Jon Solomon of CBS Sports with a story on how the SEC is considering a change to its graduate transfer rule at the behest of South Carolina:

  • Allow all graduate-student transfers to play immediately in the SEC.

  • Let all graduate-student transfers play immediately in the SEC except in football. “The sport of football is excluded from this proposal in order to alleviate concerns related to lack of academic accountability for graduate students who might enroll for the fall term only and subsequently professionalize themselves,” the proposal says.

  • Open up graduate-student transfers in the SEC only in basketball. “Since the basketball competitive season stretches into the spring semester, student-athletes remain academically accountable in order to remain eligible to compete,” the proposal states. “Basketball graduate students also remain accountable for the ‘E’ points in APR (eligibility), and institutions consequently have an interest in ensuring these student-athletes continue to succeed academically.”

The existence of the other two proposals is close to a guarantee that the simpler first proposal will not be adopted.

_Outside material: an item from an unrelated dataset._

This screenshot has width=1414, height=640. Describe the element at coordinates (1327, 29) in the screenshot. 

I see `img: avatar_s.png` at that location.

The basketball-only proposal does not make any sense though, especially coming from former baseball coach-turned AD Ray Tanner. Baseball requires athletes to be eligible for the fall in order to be eligible for the spring, does not allow mid-year transfers, and keeps athletes on campus and connected to the academic environment longer than basketball. The same logic applies to virtually any spring or two-semester sport like golf, tennis, track and field, swimming and diving, softball, etc.

Likewise the all-but-football proposal ignores the possibility of athletes in other fall sports professionalizing themselves after the fall semester. It might be more prevalent in football but it exists in volleyball, soccer, and cross country.

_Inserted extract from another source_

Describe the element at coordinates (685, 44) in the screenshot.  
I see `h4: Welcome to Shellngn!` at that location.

The SEC wants to have a higher bar, but finds itself at a competitive disadvantage because the rest of the NCAA has (correctly in my opinion) not adopted that higher bar. But the disadvantage stems less from the rule itself since the SEC has a waiver process for its rule. Rather, it stems from the perception in recruiting:

“But when you go through the waiver process, sometimes that’s a competitive disadvantage in the recruiting process because maybe somebody outside tells a player, ‘We know we can take you, and you don’t have to wait,’” Kennedy said.

According to Solomon, the SEC waiver process includes the following requirements above and beyond NCAA requirements:

  • Must have no record of academic or disciplinary trouble at the previous institution; and
  • Did not lose any APR points at the previous institution.

Both of those are objective criteria which can be answered in a simple questionnaire, the type of which are sent between schools every time an athlete transfers. If all of the criteria are so straight forward, the simplest solution for the SEC to have its higher standard and eat its recruiting cake is to change its waiver into an exception.

Waivers are something an institution has to apply for and stand a chance of being denied. Many waivers, like the graduate transfer waiver, have such clear criteria that there is virtually no question whether or not a waiver will be approved or denied. In that case, creating an exception that an institution can apply on campus without applying to a conference or national office is appropriate. Hence the NCAA now has the graduate transfer exception; institutions only use the graduate transfer waiver when the exception does not apply.

By turning the waiver of the SEC rule into an exception, SEC institutions could tell transfer recruits whether or not they will be able to play immediately without waiting on a waiver. Like the NCAA’s graduate transfer rules, the waiver could be maintained to cover a broader range of situations not easily covered by clear, objective criteria.